Written by Nic Dunn
June 14, 2025
Originally published in Inside Sources.
House Speaker Mike Johnson is defending Medicaid work requirements in the “Big, Beautiful Bill,” arguing on “Meet the Press” that the requirements don’t kick people off benefits but are merely a popular and reasonable tool to encourage work.
His comments are the latest in a familiar debate, as supporters cite work requirements as a path out of poverty, while critics decry the measures as punitive barriers to care. Both sides are missing crucial elements that could deliver the most meaningful safety net reform in a generation. The Senate should seize the opportunity.
Opponents frame work requirements as burdensome obstacles to medical coverage, with one commentator asking, “On what moral basis ought we deny healthcare coverage to people who aren’t working?”
The real question isn’t whether to link work with Medicaid; it’s how to help more Americans use safety net programs as a bridge to financial independence.
Medicaid’s statutory purpose is to “furnish … medical assistance” and to help recipients “attain or retain capability for independence.”
Sustained engagement with work is essential to helping Medicaid recipients achieve independence and maintaining a well-functioning safety net, as it empowers people to escape poverty and improve their health. U.S. Census Bureau data show that “in 2023, full-time, year-round workers had the lowest poverty rate (1.8 percent), while those who did not work had the highest (29.7 percent).” From 2019 to 2023, part-time workers had a 15 percent poverty rate.
Employment also improves mental health and provides dignity and a sense of meaning.
Critics of work requirements embrace Medicaid’s health mission but ignore goals tied to self-reliance.
The Biden administration interpreted “independence” in Medicaid’s statute to mean physical functioning, not financial self-sufficiency. Both Trump administrations disagreed.
The Senate should resolve this dispute by clarifying in law that promoting financial independence through work is a core objective of Medicaid.
Even national proponents who want Medicaid to be more of a “launchpad” than a “safety net” overlook two critical blind spots. Work requirements are insufficient to achieve a true pro-work, upwardly mobile vision of reform for two reasons.
First, the pernicious work disincentive known as “benefits cliffs” still creates a very real barrier. These cliffs can occur when a small raise triggers a significant loss in benefits, leaving families worse off or stuck in the same place. Sutherland Institute research found that 43 percent of Utah’s safety net population turned down work, including refusing job offers or extra hours, to avoid triggering a benefits cliff, with Medicaid as a major driver.
Too many Medicaid recipients reach a point at which they perceive working harder and earning more as making themselves worse off, not better, creating a perverse incentive to stay below an artificial income ceiling.
Work incentives matter, but if we ignore work disincentives, we’re only taking a half-step forward.
The second blind spot reformers sometimes have is the assumption that the answers are found in Washington. Congress should instead encourage, not override, state innovation and customization in its pursuit of work requirements. This can be achieved by setting broad objectives with pro-work and fiscally responsible outcome targets within which states have some latitude to innovate.
Utah and some other states are pursuing a waiver for Medicaid work requirements for a targeted subset of able-bodied adults on the program. Utah’s unique one-door model positions it to connect this population with opportunities for civic engagement, education, training and work, all of which will help enhance their social capital, increase their earned income and ultimately empower them to work their way off Medicaid.
Utah is also actively working to address benefits cliffs.
This year, Utah lawmakers funded a pilot program to empower more families to successfully navigate the effects of benefit cliff and the transition from welfare to work-based self-reliance through better financial planning and enhanced mentoring.
Combining pro-work reforms with addressing work disincentives is essential and exemplifies nimble responsiveness and innovation that is more feasible at the state level. States can also respond more quickly to potential administrative issues with work requirements, ensuring the compliance process is efficient for individuals in the program.
Medicaid is a partnership between the states and the federal government. Any changes to the budget reconciliation bill should incorporate the potential for state-led reforms that respect work, address disincentives and fit local needs.
As the Senate takes up this bill and its attendant work requirement debate, it should revise the bill to advance a vision of welfare reform that affirms that (1) work elevates, (2) work disincentives are solvable, and (3) federalism is an asset — not a barrier — to getting it right.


_Work to complete:_
Among the lines of the records, please find those that contain the word "Percent" and copy them.

_Materials provided:_
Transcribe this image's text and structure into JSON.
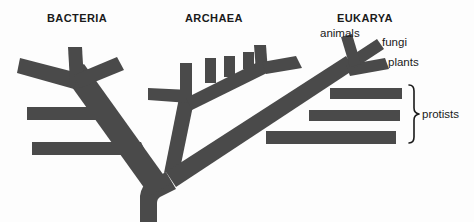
{
  "figure": {
    "type": "phylogenetic-tree",
    "background_color": "#fdfdfd",
    "branch_color": "#4a4a4a",
    "text_color": "#1a1a1a"
  },
  "domains": [
    {
      "id": "bacteria",
      "label": "BACTERIA"
    },
    {
      "id": "archaea",
      "label": "ARCHAEA"
    },
    {
      "id": "eukarya",
      "label": "EUKARYA"
    }
  ],
  "taxa": [
    {
      "id": "animals",
      "label": "animals"
    },
    {
      "id": "fungi",
      "label": "fungi"
    },
    {
      "id": "plants",
      "label": "plants"
    },
    {
      "id": "protists",
      "label": "protists"
    }
  ]
}
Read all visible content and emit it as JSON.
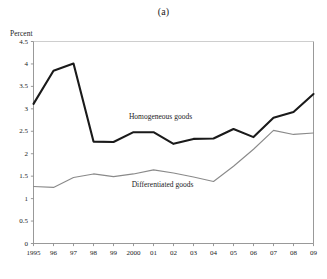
{
  "figure": {
    "title": "(a)",
    "axis_unit_label": "Percent"
  },
  "chart_data": {
    "type": "line",
    "title": "(a)",
    "xlabel": "",
    "ylabel": "Percent",
    "ylim": [
      0,
      4.5
    ],
    "ytick_labels": [
      "0",
      "0.5",
      "1",
      "1.5",
      "2",
      "2.5",
      "3",
      "3.5",
      "4",
      "4.5"
    ],
    "ytick_values": [
      0,
      0.5,
      1,
      1.5,
      2,
      2.5,
      3,
      3.5,
      4,
      4.5
    ],
    "grid": false,
    "legend_position": "inline-annotations",
    "categories": [
      "1995",
      "96",
      "97",
      "98",
      "99",
      "2000",
      "01",
      "02",
      "03",
      "04",
      "05",
      "06",
      "07",
      "08",
      "09"
    ],
    "x": [
      1995,
      1996,
      1997,
      1998,
      1999,
      2000,
      2001,
      2002,
      2003,
      2004,
      2005,
      2006,
      2007,
      2008,
      2009
    ],
    "series": [
      {
        "name": "Homogeneous goods",
        "color": "#1a1a1a",
        "width": 2.1,
        "values": [
          3.11,
          3.85,
          4.01,
          2.27,
          2.26,
          2.48,
          2.48,
          2.22,
          2.33,
          2.34,
          2.55,
          2.37,
          2.8,
          2.93,
          3.33
        ],
        "label": "Homogeneous goods",
        "label_x": 2001.35,
        "label_y": 2.83
      },
      {
        "name": "Differentiated goods",
        "color": "#8a8a8a",
        "width": 1.1,
        "values": [
          1.27,
          1.25,
          1.47,
          1.55,
          1.49,
          1.55,
          1.64,
          1.57,
          1.48,
          1.38,
          1.72,
          2.1,
          2.52,
          2.43,
          2.46
        ],
        "label": "Differentiated goods",
        "label_x": 2001.45,
        "label_y": 1.33
      }
    ]
  }
}
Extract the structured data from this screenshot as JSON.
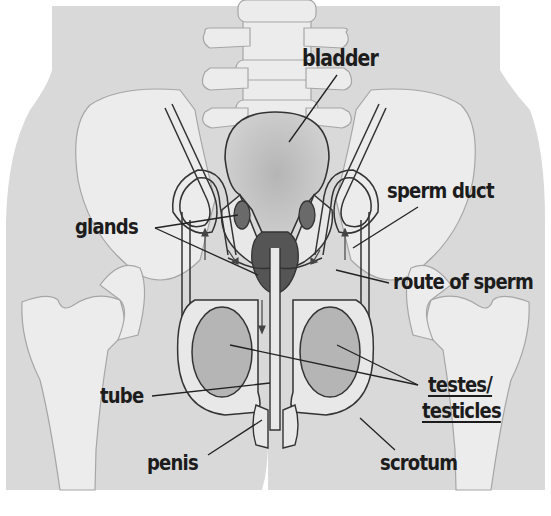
{
  "diagram": {
    "colors": {
      "body_fill": "#d9d9d9",
      "bone_fill": "#ececec",
      "bone_stroke": "#a6a6a6",
      "organ_stroke": "#333333",
      "bladder_fill": "#c4c4c4",
      "gland_fill": "#6a6a6a",
      "prostate_fill": "#555555",
      "testis_fill": "#b5b5b5",
      "duct_fill": "#e8e8e8",
      "label_color": "#1c1c1c"
    },
    "labels": [
      {
        "id": "bladder",
        "text": "bladder",
        "underlined": false
      },
      {
        "id": "glands",
        "text": "glands",
        "underlined": false
      },
      {
        "id": "sperm-duct",
        "text": "sperm duct",
        "underlined": false
      },
      {
        "id": "route-of-sperm",
        "text": "route of sperm",
        "underlined": false
      },
      {
        "id": "testes",
        "text": "testes/",
        "underlined": true
      },
      {
        "id": "testicles",
        "text": "testicles",
        "underlined": true
      },
      {
        "id": "tube",
        "text": "tube",
        "underlined": false
      },
      {
        "id": "penis",
        "text": "penis",
        "underlined": false
      },
      {
        "id": "scrotum",
        "text": "scrotum",
        "underlined": false
      }
    ]
  }
}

_Answer space:_
    "axis_unit_label": "Percent"
    "ylabel": "Percent",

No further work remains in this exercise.